Lilias did not answer; she looked thoughtfully along the green, melancholy terrace, thinking of Lucy Murray in her solitude, and of Charlie Graeme the household traitor, whose honest, fresh, ingenuous son had never heard of Murrayshaugh.

The faint sound of a lifted latch aroused her attention and she looked round. A little old woman, with impatient, vivacious features and quick pattering steps, came along the grass-grown path. She had heard voices without, and had issued forth in evident wrath to avenge the intrusion on her territory.

“Oh, mem, I beg your pardon!” she exclaimed, as she made a dead stop in front of Lilias. “If I didna think it was Robbie Carlyle’s cuddie and that tinkler of a callant, Peter, chasing him! but ye’ll be the young lady of Mossgray?”

Lilias took the designation with a smile.

“This is Murrayshaugh, is it not?” she asked.

But the little woman’s eyes were so busy that she lost the question. She was examining with singular curiosity the face of Halbert Graeme.

“This is Murrayshaugh?” repeated Lilias.

“Ay, it’s Murrayshaugh,” was the answer emphatically given, while the speaker looked wrathfully at Halbert Graeme.

Halbert was considerably astonished; but the unconscious natural prepossessing smile remained upon his truthful face. It was a very honest straightforward countenance; what we call “aefauld,” in Scotland—and the old woman gradually melted under the frank, good-humoured smile.

“They ca’ me Eesabell Broun,” she said abruptly, “and I keep the house. I’ve lived here a’ my days, and if ye would like to see it, I’ve nae objections.”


Exercise aim = When a line in the listing below contains the word "marker", return a copy of that line.

-------

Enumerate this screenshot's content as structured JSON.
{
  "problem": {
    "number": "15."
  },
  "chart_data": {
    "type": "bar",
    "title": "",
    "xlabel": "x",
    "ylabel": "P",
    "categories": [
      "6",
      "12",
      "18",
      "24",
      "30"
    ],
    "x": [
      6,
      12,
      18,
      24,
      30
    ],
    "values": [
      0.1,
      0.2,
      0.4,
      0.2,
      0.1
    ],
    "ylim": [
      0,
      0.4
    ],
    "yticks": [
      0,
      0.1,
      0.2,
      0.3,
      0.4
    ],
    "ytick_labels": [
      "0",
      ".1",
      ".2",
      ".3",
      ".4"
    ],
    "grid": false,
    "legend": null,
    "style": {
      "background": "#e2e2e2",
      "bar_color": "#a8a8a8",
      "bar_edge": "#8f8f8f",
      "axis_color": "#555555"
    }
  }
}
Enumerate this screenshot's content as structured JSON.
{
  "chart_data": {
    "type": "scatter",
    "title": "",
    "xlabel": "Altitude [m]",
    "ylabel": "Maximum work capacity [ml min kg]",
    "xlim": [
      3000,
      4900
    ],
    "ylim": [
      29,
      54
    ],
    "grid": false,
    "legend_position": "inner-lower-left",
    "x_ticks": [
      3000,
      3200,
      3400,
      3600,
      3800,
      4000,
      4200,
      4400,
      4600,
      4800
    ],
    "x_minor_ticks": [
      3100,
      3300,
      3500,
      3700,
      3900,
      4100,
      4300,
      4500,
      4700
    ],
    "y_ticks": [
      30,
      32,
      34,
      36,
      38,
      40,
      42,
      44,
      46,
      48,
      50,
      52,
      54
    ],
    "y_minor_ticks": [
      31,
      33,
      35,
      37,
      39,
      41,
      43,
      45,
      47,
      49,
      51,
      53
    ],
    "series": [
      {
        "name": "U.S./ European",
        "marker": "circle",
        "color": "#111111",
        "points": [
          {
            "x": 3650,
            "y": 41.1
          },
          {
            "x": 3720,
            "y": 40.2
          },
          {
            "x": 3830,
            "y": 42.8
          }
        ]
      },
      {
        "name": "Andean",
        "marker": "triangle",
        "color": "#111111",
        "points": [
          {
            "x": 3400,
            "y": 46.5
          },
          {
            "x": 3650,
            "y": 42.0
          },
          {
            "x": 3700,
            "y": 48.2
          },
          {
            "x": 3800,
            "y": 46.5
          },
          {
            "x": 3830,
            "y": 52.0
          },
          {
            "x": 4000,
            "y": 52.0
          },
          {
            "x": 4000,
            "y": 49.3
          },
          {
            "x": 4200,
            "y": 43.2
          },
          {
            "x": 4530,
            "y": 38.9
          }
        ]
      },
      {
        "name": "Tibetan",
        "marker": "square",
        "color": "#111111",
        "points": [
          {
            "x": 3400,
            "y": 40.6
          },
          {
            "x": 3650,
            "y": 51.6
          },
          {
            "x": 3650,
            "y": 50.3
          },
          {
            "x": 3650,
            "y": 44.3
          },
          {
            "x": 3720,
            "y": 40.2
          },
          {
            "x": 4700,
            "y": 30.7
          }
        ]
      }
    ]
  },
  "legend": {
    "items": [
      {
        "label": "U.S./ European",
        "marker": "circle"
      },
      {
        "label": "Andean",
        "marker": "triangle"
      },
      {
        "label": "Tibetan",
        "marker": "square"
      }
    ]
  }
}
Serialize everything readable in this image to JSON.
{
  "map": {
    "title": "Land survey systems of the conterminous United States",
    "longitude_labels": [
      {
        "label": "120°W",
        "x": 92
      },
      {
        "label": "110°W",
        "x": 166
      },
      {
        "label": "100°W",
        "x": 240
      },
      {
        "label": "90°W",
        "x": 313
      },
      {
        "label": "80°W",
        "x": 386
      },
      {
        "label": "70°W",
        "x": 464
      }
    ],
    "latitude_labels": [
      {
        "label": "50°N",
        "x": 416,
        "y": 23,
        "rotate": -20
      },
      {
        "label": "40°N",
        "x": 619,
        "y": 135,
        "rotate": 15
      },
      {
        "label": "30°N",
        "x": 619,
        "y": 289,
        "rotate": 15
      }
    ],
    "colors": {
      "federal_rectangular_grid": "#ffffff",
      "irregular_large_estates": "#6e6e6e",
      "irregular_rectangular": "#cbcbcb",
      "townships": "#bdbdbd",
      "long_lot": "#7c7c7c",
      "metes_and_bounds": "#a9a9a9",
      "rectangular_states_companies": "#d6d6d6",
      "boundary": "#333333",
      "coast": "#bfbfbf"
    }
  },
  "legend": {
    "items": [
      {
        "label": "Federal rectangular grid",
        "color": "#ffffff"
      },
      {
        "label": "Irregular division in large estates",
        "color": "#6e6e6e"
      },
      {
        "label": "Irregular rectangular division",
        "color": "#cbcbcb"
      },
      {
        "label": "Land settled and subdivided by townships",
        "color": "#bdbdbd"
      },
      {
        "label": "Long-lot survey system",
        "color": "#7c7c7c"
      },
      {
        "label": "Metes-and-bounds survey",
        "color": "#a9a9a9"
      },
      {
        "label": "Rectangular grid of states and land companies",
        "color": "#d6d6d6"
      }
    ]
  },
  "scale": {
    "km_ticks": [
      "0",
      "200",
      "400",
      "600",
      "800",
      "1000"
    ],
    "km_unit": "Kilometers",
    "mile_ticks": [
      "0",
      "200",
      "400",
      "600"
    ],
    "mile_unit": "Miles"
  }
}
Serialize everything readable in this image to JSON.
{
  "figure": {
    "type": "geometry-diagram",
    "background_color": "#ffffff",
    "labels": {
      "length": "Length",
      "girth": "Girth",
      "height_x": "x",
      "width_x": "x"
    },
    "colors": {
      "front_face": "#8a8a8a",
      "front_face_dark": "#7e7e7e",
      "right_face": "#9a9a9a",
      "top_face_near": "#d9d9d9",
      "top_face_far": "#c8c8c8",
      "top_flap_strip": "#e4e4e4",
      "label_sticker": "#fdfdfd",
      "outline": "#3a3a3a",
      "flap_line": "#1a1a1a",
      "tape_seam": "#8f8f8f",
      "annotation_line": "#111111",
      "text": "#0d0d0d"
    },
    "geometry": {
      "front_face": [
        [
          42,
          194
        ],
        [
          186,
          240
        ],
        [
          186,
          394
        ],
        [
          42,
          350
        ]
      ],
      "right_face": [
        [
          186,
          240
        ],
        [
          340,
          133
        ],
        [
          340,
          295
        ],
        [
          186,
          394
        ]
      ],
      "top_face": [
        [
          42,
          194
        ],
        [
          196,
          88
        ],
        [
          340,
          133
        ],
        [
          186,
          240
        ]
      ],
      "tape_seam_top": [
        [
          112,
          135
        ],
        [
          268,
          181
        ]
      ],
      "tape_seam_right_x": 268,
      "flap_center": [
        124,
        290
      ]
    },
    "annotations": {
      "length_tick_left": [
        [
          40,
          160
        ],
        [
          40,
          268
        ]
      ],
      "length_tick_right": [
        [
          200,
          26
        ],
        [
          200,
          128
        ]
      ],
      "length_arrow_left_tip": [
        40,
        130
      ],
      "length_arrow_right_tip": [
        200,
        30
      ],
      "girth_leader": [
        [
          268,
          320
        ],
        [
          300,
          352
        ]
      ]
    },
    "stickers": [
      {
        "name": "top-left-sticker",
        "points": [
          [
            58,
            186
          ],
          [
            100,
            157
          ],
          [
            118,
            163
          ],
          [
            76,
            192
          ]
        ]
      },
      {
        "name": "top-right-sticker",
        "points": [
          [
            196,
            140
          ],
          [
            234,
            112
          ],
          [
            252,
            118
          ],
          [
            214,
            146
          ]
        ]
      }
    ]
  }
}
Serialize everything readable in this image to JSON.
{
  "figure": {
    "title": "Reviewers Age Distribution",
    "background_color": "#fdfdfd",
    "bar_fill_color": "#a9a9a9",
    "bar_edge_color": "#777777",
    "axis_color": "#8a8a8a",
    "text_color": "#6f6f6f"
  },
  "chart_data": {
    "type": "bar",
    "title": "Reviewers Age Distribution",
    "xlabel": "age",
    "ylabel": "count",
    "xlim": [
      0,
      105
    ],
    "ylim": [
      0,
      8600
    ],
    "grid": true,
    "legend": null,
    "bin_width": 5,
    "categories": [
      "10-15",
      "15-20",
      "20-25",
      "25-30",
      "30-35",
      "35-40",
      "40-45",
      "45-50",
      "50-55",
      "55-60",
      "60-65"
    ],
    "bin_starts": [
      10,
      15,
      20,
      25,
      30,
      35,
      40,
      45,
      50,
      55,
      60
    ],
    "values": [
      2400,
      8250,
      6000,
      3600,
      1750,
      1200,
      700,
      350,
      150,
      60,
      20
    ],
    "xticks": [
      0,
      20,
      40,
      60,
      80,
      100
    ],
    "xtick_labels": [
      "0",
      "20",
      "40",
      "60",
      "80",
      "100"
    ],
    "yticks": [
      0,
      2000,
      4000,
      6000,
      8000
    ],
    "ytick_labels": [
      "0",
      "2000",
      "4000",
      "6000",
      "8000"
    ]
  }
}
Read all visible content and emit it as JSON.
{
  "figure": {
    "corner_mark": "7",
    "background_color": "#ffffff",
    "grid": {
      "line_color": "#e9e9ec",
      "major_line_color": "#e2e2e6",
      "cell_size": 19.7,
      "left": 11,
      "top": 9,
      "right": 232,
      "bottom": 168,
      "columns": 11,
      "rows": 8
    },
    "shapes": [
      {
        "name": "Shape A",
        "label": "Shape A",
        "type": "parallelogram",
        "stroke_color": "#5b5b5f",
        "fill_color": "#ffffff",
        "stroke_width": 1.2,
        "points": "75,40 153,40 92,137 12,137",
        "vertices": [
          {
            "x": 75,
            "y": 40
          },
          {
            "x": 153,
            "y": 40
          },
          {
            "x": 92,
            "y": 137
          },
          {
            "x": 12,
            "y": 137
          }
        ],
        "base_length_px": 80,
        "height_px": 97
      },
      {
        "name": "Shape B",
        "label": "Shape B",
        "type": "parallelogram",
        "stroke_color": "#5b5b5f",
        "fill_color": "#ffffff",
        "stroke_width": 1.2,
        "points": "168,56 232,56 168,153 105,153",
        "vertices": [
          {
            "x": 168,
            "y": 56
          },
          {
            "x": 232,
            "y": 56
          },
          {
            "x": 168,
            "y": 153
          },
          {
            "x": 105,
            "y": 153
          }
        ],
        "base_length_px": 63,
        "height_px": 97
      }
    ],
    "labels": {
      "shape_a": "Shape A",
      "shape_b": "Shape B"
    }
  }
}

-------

Your response =
        "marker": "circle",
        "marker": "triangle",
        "marker": "square",
        "marker": "circle"
        "marker": "triangle"
        "marker": "square"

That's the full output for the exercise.